Getting Started
Assuming you already have Swift installed in your system (that is, if you run whereis swift
, you should see /usr/bin/swift
), running scripts in Swift is pretty easy.
The process of writing Swift script is similar to that of bash script or python script.
Create/touch main.swift
(it must be named main), and write the following hello code:
#!/usr/bin/swift
print("Hello Swift!")
The first line is the hashbang commonly seen in other scripting languages, which points to our Swift REPL.
To run:
chmod +x main.swift
./main.swift
This will print “Hello Swift!”.
Compiling to Binary
In Getting Started, we have a swift file that compile on the fly.
We could compile that into an executable binary.
swiftc main.swift -o hello
We name the binary hello
in above. The binary will be created, and now you can run it with ./hello
.
If you get an error cannot load underlying module for 'CoreGraphics'
(if you start to import frameworks like Foundation
), then you will need to run like this:
xcrun -sdk macosx main.swift -o hello
Swift version manager
If you have used rvm for ruby, we have the equivalent chswift, by @neonichu from Cocoapods.
Taking a step further, @neonichu created cato, which let you run script with hashbang directive that specify the Swift version to run with:
#!/usr/bin/env cato 1.2
There is also swiftenv, another Swift Version Manager, which is more popular likely because it has much similarities to pyenv.
Dependency Manager
Cocoapods has a rome version that will build frameworks for Swift scripts to use.
Install with:
gem install cocoapods-rome
Till further, that’s all for an introduction.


### YOUR GOAL
In the following listing, find the lines containing "Center" and report them.

== DATA TO PROCESS

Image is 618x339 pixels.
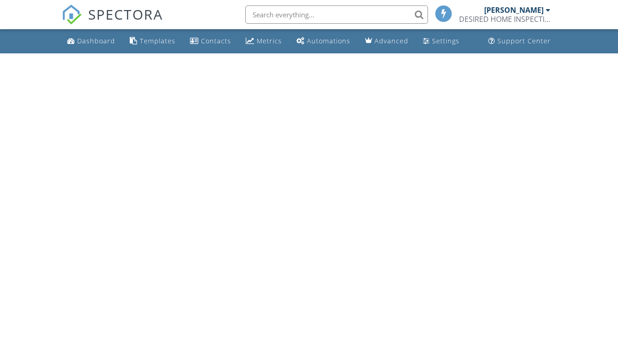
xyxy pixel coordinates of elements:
[257,37,282,45] div: Metrics
[419,33,463,50] a: Settings
[293,33,354,50] a: Automations (Basic)
[62,12,163,32] a: SPECTORA
[88,5,163,24] span: SPECTORA
[307,37,350,45] div: Automations
[245,5,428,24] input: Search everything...
[459,15,551,24] div: DESIRED HOME INSPECTIONS LLC
[62,5,82,25] img: The Best Home Inspection Software - Spectora
[375,37,408,45] div: Advanced
[140,37,175,45] div: Templates
[432,37,460,45] div: Settings
[484,5,544,15] div: [PERSON_NAME]
[64,33,119,50] a: Dashboard
[186,33,235,50] a: Contacts
[498,37,551,45] div: Support Center
[126,33,179,50] a: Templates
[201,37,231,45] div: Contacts
[361,33,412,50] a: Advanced
[77,37,115,45] div: Dashboard
[242,33,286,50] a: Metrics
[485,33,555,50] a: Support Center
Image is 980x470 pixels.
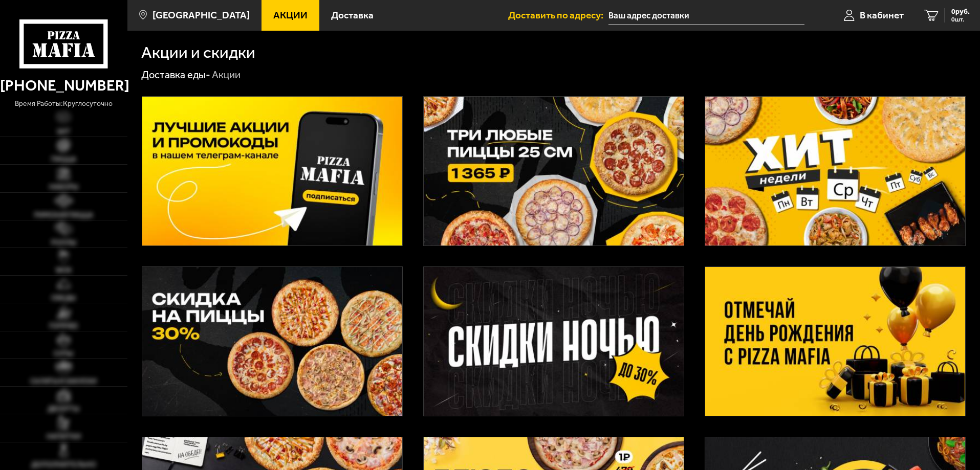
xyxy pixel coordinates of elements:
[30,378,97,385] span: Салаты и закуски
[34,212,93,219] span: Римская пицца
[51,239,76,247] span: Роллы
[152,10,250,20] span: [GEOGRAPHIC_DATA]
[51,156,76,163] span: Пицца
[56,267,71,274] span: WOK
[57,128,71,136] span: Хит
[212,69,241,82] div: Акции
[49,184,78,190] span: Наборы
[47,433,81,441] span: Напитки
[141,69,211,81] a: Доставка еды-
[32,461,96,469] span: Дополнительно
[331,10,374,20] span: Доставка
[951,16,970,23] span: 0 шт.
[53,350,73,358] span: Супы
[860,10,904,20] span: В кабинет
[49,323,78,330] span: Горячее
[141,45,255,61] h1: Акции и скидки
[47,406,80,412] span: Десерты
[951,8,970,15] span: 0 руб.
[508,10,608,20] span: Доставить по адресу:
[274,10,308,20] span: Акции
[608,6,804,25] input: Ваш адрес доставки
[51,295,75,301] span: Обеды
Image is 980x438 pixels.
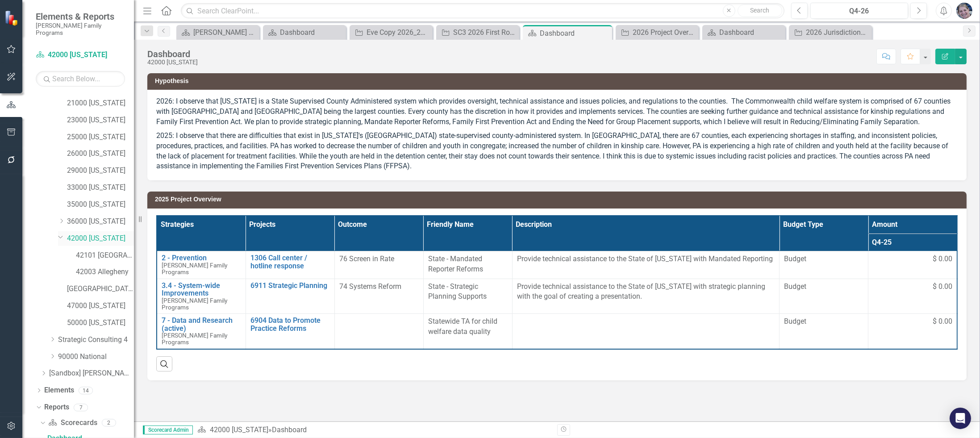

====

### EXERCISE OUTPUT
[498,37,551,45] div: Support Center
[485,33,555,50] a: Support Center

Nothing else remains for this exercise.